Margaret Dickson was hanged for killing her baby, but survived to tell about it. TACE DORRIS reveals the strange tale of ‘Half Hangit’ Maggie!
In 1724, Margaret Dickson, of Edinburgh, was found guilty of concealing her pregnancy and killing her newborn baby.
Always maintaining her innocence, she was hanged by the neck, aged just 23.
She miraculously survived the hanging and went on to live a long, full life.
Maggie believed a God-given miracle saved her from certain death.
I think Edinburgh’s notorious hangman may have given her a helping hand on that fateful day.
Who was Margaret Dickson?
Margaret Dickson was born in Edinburgh circa 1702.
Born into a large family, she married young to a local Musselburgh fisherman, and was said to have sold their wares of salts and fish around Edinburgh City.
In 1722, Maggie’s husband vanished, most believe he was ganged onto a Navy ship.
Maggie, without sustenance and work, was said to have gone south to the Scottish Borders and found a job at an inn.
She found herself pregnant (possibly to the innkeeper’s son) but being in wedlock with an absent husband, she concealed the pregnancy and denied the rumours for as long as she could.
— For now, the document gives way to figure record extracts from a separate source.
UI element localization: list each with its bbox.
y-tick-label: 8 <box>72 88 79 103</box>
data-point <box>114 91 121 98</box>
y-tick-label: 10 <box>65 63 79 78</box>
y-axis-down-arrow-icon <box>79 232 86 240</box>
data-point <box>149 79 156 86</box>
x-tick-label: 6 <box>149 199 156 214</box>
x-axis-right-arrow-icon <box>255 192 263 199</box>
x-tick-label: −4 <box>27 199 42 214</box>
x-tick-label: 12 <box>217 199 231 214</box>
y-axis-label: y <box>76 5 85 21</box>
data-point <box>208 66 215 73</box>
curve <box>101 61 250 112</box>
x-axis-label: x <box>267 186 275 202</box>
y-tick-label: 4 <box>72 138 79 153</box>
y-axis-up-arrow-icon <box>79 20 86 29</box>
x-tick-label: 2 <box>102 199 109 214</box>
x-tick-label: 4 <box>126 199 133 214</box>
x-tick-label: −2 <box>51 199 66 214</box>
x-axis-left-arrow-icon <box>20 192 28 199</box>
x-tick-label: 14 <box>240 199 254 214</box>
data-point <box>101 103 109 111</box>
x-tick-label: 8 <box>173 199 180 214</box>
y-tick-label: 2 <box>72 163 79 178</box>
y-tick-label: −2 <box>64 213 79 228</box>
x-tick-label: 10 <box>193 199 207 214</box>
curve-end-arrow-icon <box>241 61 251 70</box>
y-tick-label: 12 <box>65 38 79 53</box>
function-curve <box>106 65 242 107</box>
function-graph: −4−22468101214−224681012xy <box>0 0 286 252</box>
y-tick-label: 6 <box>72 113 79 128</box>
Baby boy found dead by river
Some days later a newborn baby boy was found on the shores of the River Tweed. All fingers pointed in Maggie’s direction.
Witnesses claimed she had been pregnant with the child and it had now disappeared.
Whether it was infanticide, a miscarriage or a tragic stillbirth, she was charged with ‘Contravention of the Concealment of Pregnancy act’. A capital crime at the time with a possible sentence of death. The trial began.
Autopsies were not what they are today and it was unclear whether the child had died pre or post-mortem.
There were no assault marks or external clues to what had happened.
In court, the senior doctor (of three) said he had put the little lungs in water and they had ‘Swimmed’.
This directed the jury to believe the babe had drawn breath.
Maggie was convicted by a male jury of her peers and sentenced to death by hanging.
Maggie awaits her fate
While awaiting her day, Maggie was said to be “Extremely penitent”.
She admitted to being guilty of ‘’fornication’’ but never of murder.
She claimed to have concealed her pregnancy for fear of being made a “public example” by her church and neighbours. Taken by labour sooner than expected, “…agonies prevented calling for assistance”.
The court paper reports, “In a state of insensibility, what became of her child she couldn’t say”.
Maggie was hanged on Edinburgh’s Grassmarket on 2 August 1724, aged only 23.
As her body was taken down a fight pursued over her body between family and the medical students of the local university.
Eventually her brother, James, put her body in a coffin on the horse carriage and headed back to Musselburgh to bury her.
The funeral party stopped at a village called Peffermill soon after for some ‘light refreshments’ and left the coffin outside.
It was noticed by two passersby that thumping was coming from the coffin.
They asked out the owners and to their horror they heard it too.
Tentatively one of them opened the coffin to see Maggie still lying as they left her.
Maggie rises from the death
Suddenly, Maggie sat bolt upright in the coffin and, “Which upon he and others took to their heels, almost killed with fear!”
Maggie recovered and is said to have then walked home with her family to Musselburgh.
Can you imagine the shock of those old neighbours on seeing her? A walking ghost, returning to haunt them!
Under Scottish law of the time, Margaret was classed as dead and could not be tried again. Her marriage was also dissolved and she was a free woman.
How did Maggie escape death?
There have been many suggestions as to how Maggie escaped death by hanging.
John Dalgleish the infamous ‘Hangman of Edinburgh’ was said to have forgotten to tie her hands before he roped her and Maggie was seen to be holding the rope with her hands as she was dropped (was she able to stop her neck from breaking?).
The crowd who watched are said to have thrown stones at the hangman, shaming him for not doing his job properly.
He moved her hands and she hung for 30 minutes.
Why would a professional hangman ‘forget’ to do his job properly?
Even on his death bed the Hangman remembered her in his last words (from a local broadside):
I’ll cry as fu’ o’ tears an egg,
‘Death, I’ve ae favour for to beg,
That ye wad only ge a flegg (fright),
And spare my life,
As I did to ill hanged Meg,
That graceless wife.
Maggie lives another 40 years
In thanks for the miracle that gave her a second chance at life, Maggie dedicated every Wednesday for the rest of her days to prayer and fasting.
She remarried her husband and they had several children together.
She lived for a further 40 years and is thought to have died around c. 1765.
Known as ‘Half Hangit’ Maggie’ to the locals and to those who heard all about her tale while traveling through Edinburgh.
There now sits a Whisky and Ale House called ‘Maggie Dickson’s’ in the Grassmarket where the gallows tried to take Maggie’s’ life.
If you ever find yourself there, raise a glass to the Woman they couldn’t hang.